JULE McGEE STORY Continued....
 

MAKIN' TIME IN MACON

    Jule joined the U.S. Naval Reserve in his junior year of high school.  After graduating in the late 50’s, he began serving his active duty requirement with the Navy in a variety of positions (including ship's photographer), eventually ending up as a 3-D relief map-maker for Naval Intelligence.  Upon the end of his service in 1959, a Navy contact referred Jule to an opening at a small television station in Macon, Georgia. 

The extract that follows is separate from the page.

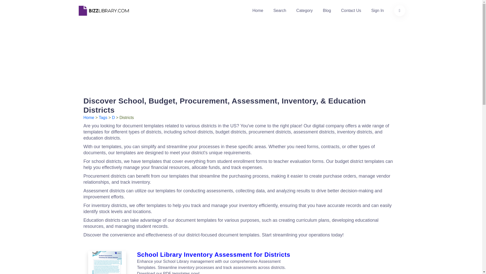 Image resolution: width=486 pixels, height=274 pixels. What do you see at coordinates (305, 11) in the screenshot?
I see `Category` at bounding box center [305, 11].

    WMAZ-TV was the place and for Jule, its position on the dial, Channel 13, was foretelling of his lucky future in Tampa.  Macon was a small market and until 1968 was served only by WMAZ, which allowed the station to select programming from CBS, NBC, and ABC over the first few years.  Jules job description:  do everything at the station and do it well.  It was the kind of atmosphere he had seen and liked in the Navy.  He took the job, one of the most exciting to be had in Macon…a tiny town back then.

Jule interviews a race fan at the Southern 500 in Darlington, South Carolina (1960).  Jule would later mixed the taped interviews and sounds under silent film shot with a Bell and Howell 70 DR for WMAZ-TV's morning show.

 

Jule in WMAZ's art department,
making slides for use on-air.

Jule swings with an out-of-town visitor at WMAZ's
Cerebral Palsy Telethon (1962)

Jule at the controls of an RCA TK-11

 


 

WMAZ-TV's NEWSTEAM (1962).  JULE IS SEEN THIRD FROM THE RIGHT

 

 

 


JULE  (Center with guitar) JAMS WITH A LOCAL GEORGIA BAND

 

    Jule was a hard worker but he also knew how to have fun...especially with the ladies.  In fact, he developed a reputation as being a local 'player'.  WMAZ director Robert Knight introduced Jule to a lovely local girl, Millie, and he was smitten.  But Millie knew Jules' rep and resisted going out with him, and besides, she was already dating a local musician.   When an argument with her boyfriend created an opportunity for Jule to shine, Millie soon fell under the spell of his southern charm. They were married three months later in 1961 and immediately started a family with a daughter, Kimberly, born in 1962, and a son, Anthony, in 1968.

 


JULE AND DAUGHTER KIM IN 1964 (NEXT TO JULE'S '60 PONTIAC)

 

 

 


JULES' SPIFFY 1962 BUSINESS CARD

Jules' $60 a week paycheck kept things tight on the McGee family budget, so he augmented his WMAZ income as a photographic stringer for the United Press International (UPI), covering the old U.S. 41 corridor up and down from mid south Georgia north to Macon…and from Valdosta north to near Atlanta.  If there was a bad accident, a murder or any other spot news event, he sped quickly to the scene to take pictures for the wire service. 

   

 

 

 
JULE AND MILLIE McGEE POSE NEXT TO A WMAZ NEWSCAR (1960 Chevrolet)

     At WMAZ, Jule shot newsfilm, processed it, wrote sports news, ran a studio camera, filled in as audio man and did any task that was required. This basic training in television news was invaluable.  By 1965, Jule was in a comfortable groove at WMAZ when he got a call from a colleague who had migrated south to work at the new ABC station in St. Petersburg, WLCY-TV.  "My friend, Joe, said he had decided to get out of television and that I should apply for his position.  I was doing just fine in Macon but the Tampa Bay area was a bigger market and on the move upwards.  My general manager had told me about the premier station in Florida, which was WTVT.  I wanted to go there but I had an in at Channel 10 and decided to apply for it."   Jule placed a long-distance call to Marshall Cleaver, the news director at WLCY, who was impressed with his 'do it all' resume.  The job was his.  

    And so the McGees made the journey south to their new, permanent home.